Things start off on the right foot with “…And the Mouse Police Never Sleeps”, a song that celebrates the cold blooded killer that often sleeps at the foot of our beds. It closes with the sinister overlapped chant at the end of the song that had had such an impact on my infant self, before ending abruptly with a chesty cough. “Rover” rocks along nicely, but it’s the two extended epics that show Tull’s strength as a heavyweight rock band. “No Lullaby” is a splendid celebration of the imagined things that go bump in the night, and the title track pays homage to the horses that worked the land until they were replaced by far less graceful machinery. On both songs, guitar player Martin Barre is let off the leash, and effortlessly demonstrates that folk songs can have bloody great big electric guitar riffs too. In contrast to the heavy rocking numbers, songs like “Moths” (inspired by a John le’Carre novel), and closer “Weathercock” confirms that folk music can be given a bit of muscle even without dragging the big guitar noises to the fore. Of the nine tracks on Heavy Horses, only “Journeyman” is anything less than brilliant, and even that is a solid number.

As the second album of Jethro Tull’s rightly celebrated ‘folk trio’, Heavy Horses has always seemed to lag behind Songs From the Wood in regards to the amount of love it receives from critics and fans alike, but I feel much of that is solely down to the fact that Songs From the Wood caught the attention because it was such a daring change of direction for the band, at a time when going down that route seemed foolhardy in the face of prevailing music fashions. I mean, who else could pull of folk-rock at the height of punk? What is often not taken into consideration is that after years of regular line up changes, by the time of Heavy Horses, Tull had stabilised into its most virtuosic line up. While Anderson had redefined what it was to be a rock and roll frontman, the rest of the line up had gradually solidified over the previous decade, with Barre establishing himself as Anderson’s six string lieutenant, and in doing so had quietly become many a guitar player’s favourite guitar player and both piano player John Evans and drummer Barriemore Barlow having been old bandmates of Anderson, and had joined the band at the commercial height of their career. It was the newest recruits to Tull who were the secret weapons of this era of Jethro Tull, and did so much to enhance their already not inconsiderable live reputation. David (now Dee) Palmer had collaborated with the band on orchestral arrangements since their debut album a decade previously, but had only become a full time member of the band with the release of Songs From the Wood, where she would add greater depth to the band’s sound with her pipe organ, resulting in a unique double keyboard sound alongside Evans. The other recent recruit had been bass player John Glascock, whose fluid playing had taken the band to the next level performance wise over their last two studio albums, meshing with the superlative drumming of Barlow to become the best rhythm section in the band’s long career, and whose backing vocals blended seamlessly with Anderson’s to give the albums he appeared on an even richer sound.
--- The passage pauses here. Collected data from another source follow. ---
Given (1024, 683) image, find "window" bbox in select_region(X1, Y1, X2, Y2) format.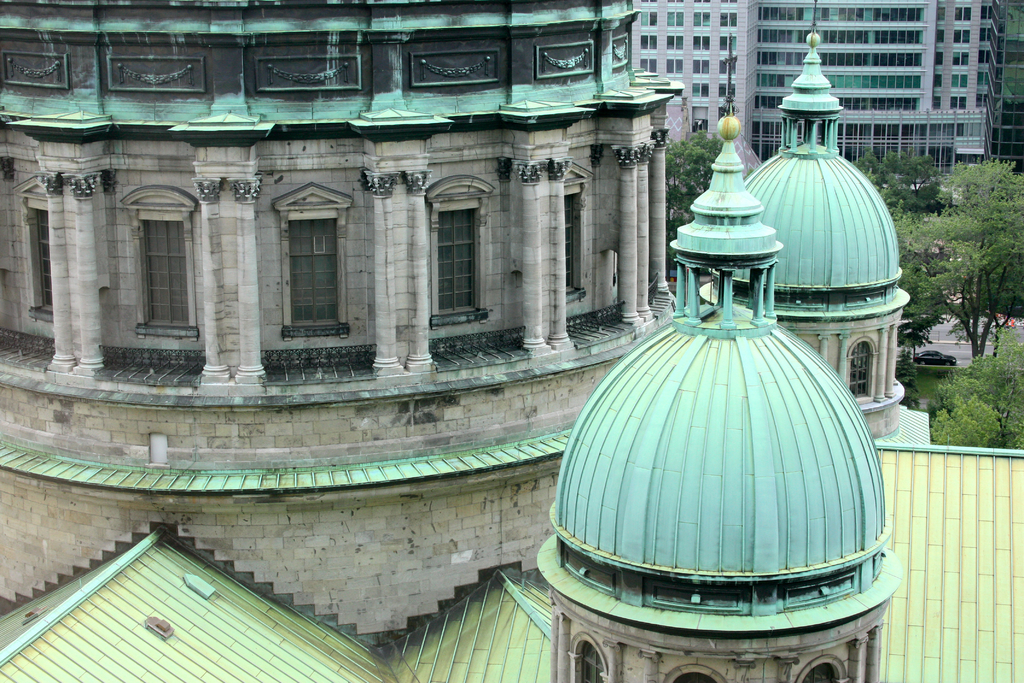
select_region(845, 336, 878, 400).
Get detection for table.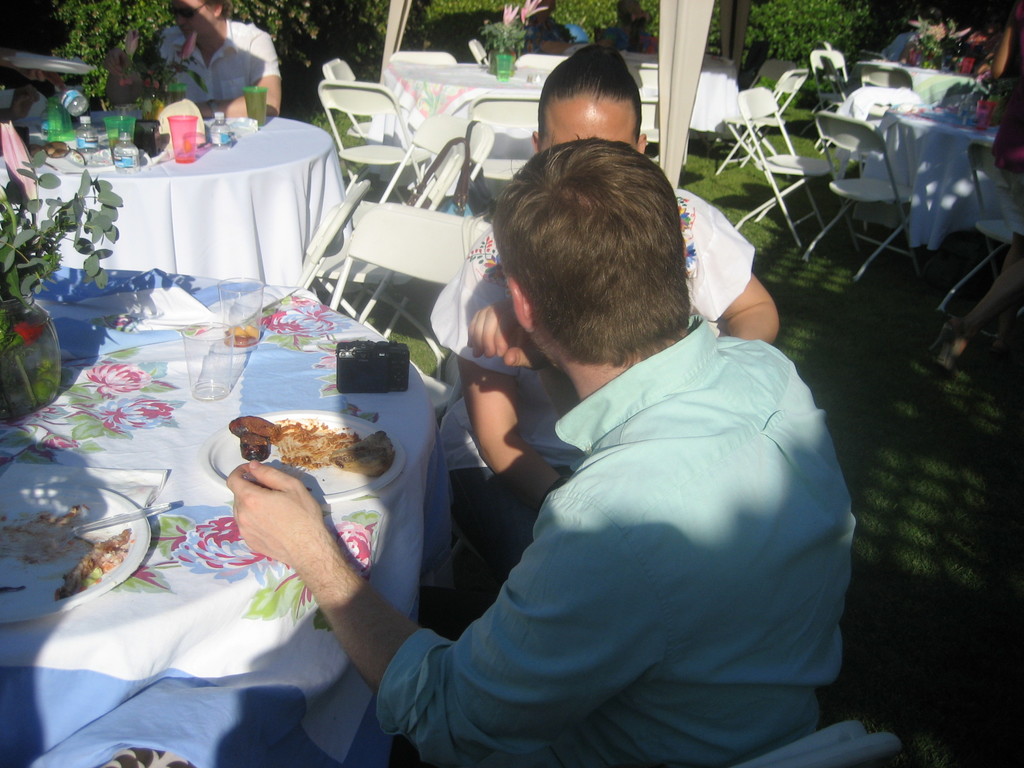
Detection: {"x1": 375, "y1": 56, "x2": 662, "y2": 195}.
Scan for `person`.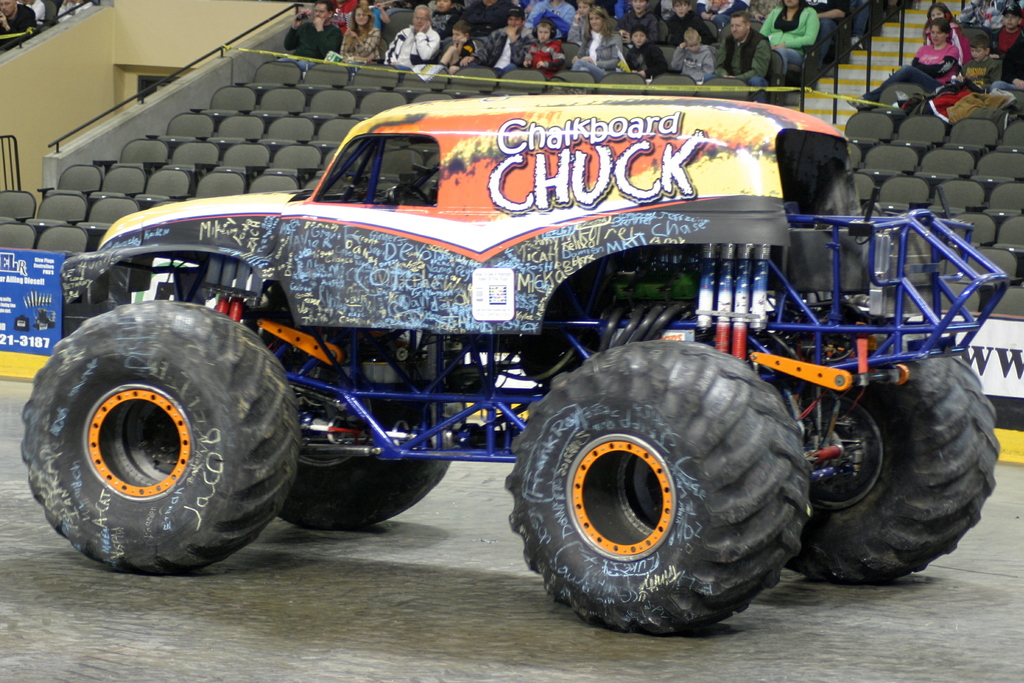
Scan result: crop(704, 11, 772, 99).
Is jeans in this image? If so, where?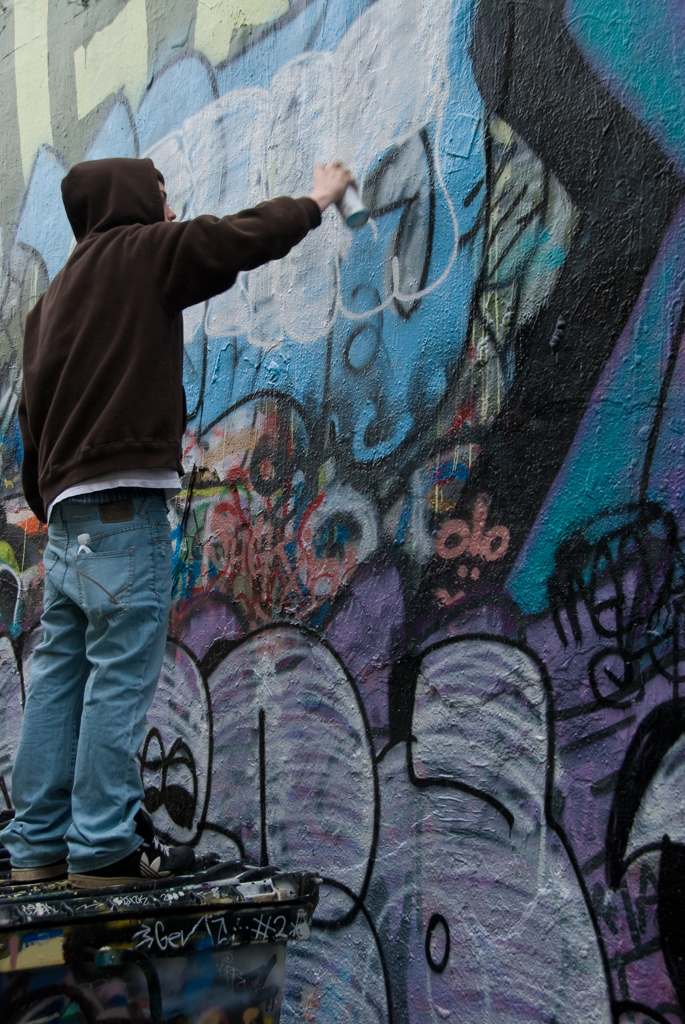
Yes, at {"x1": 0, "y1": 487, "x2": 164, "y2": 872}.
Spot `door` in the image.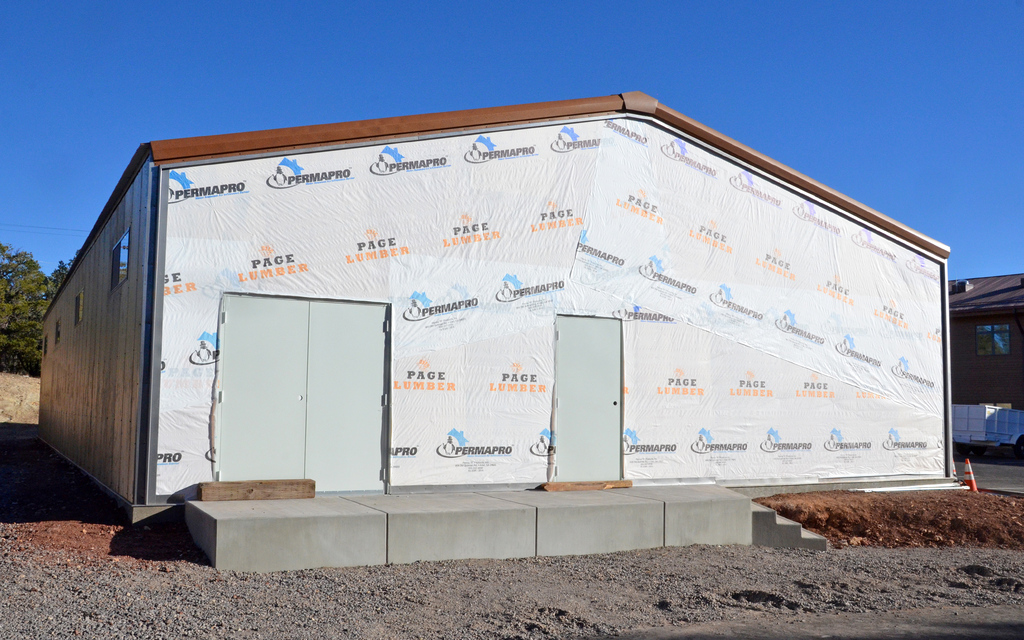
`door` found at bbox=[550, 314, 627, 479].
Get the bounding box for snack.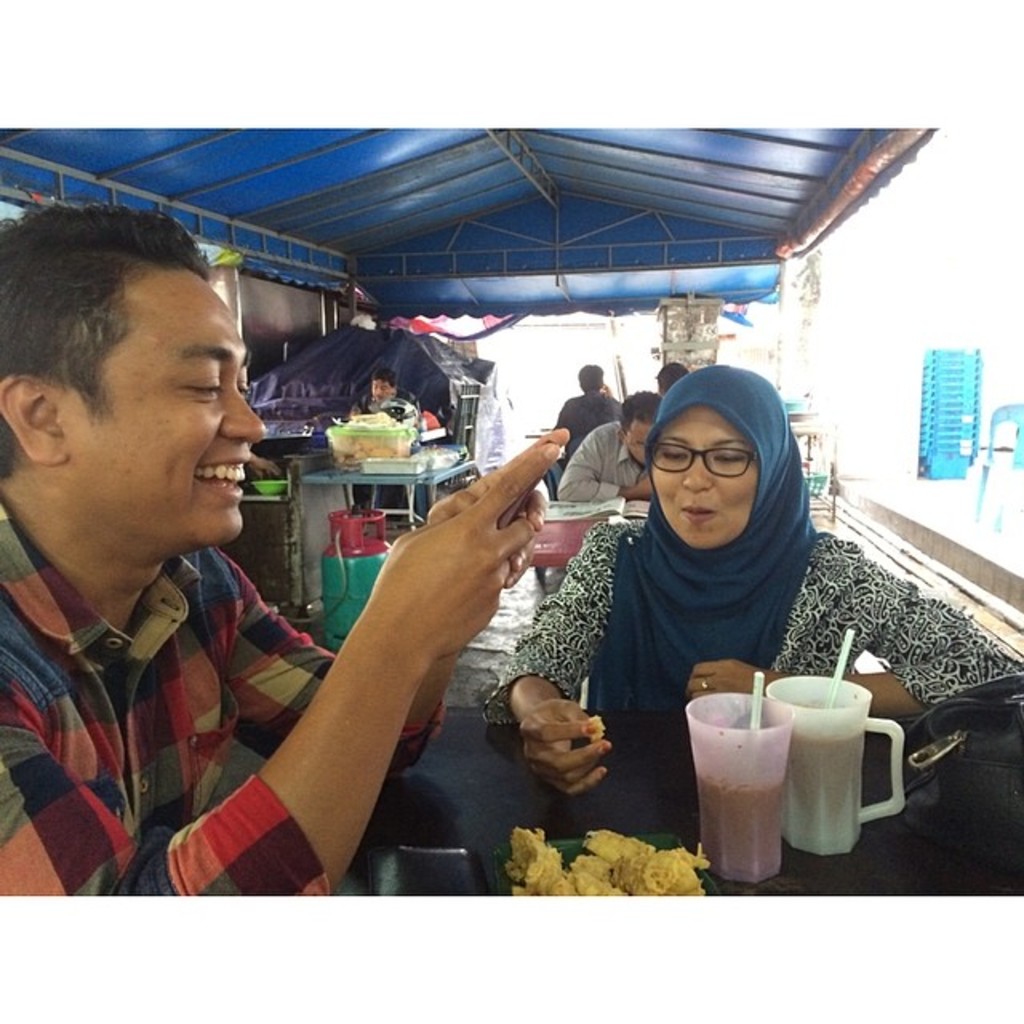
box=[586, 715, 611, 752].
While generally considered to be folk-rock, that seems too lightweight a term to use when referring to Heavy Horses. A more accurate description would probably be rural rock. The narrative of its lyrics are based in the countryside, but it never falls on the wrong side of twee. The countryside can be brutal, windswept and hirsute, and Heavy Horses manages the unique trick of being rock music with mud on its boots, and I hope any children that me and my partner have in the future discover it for themselves one day.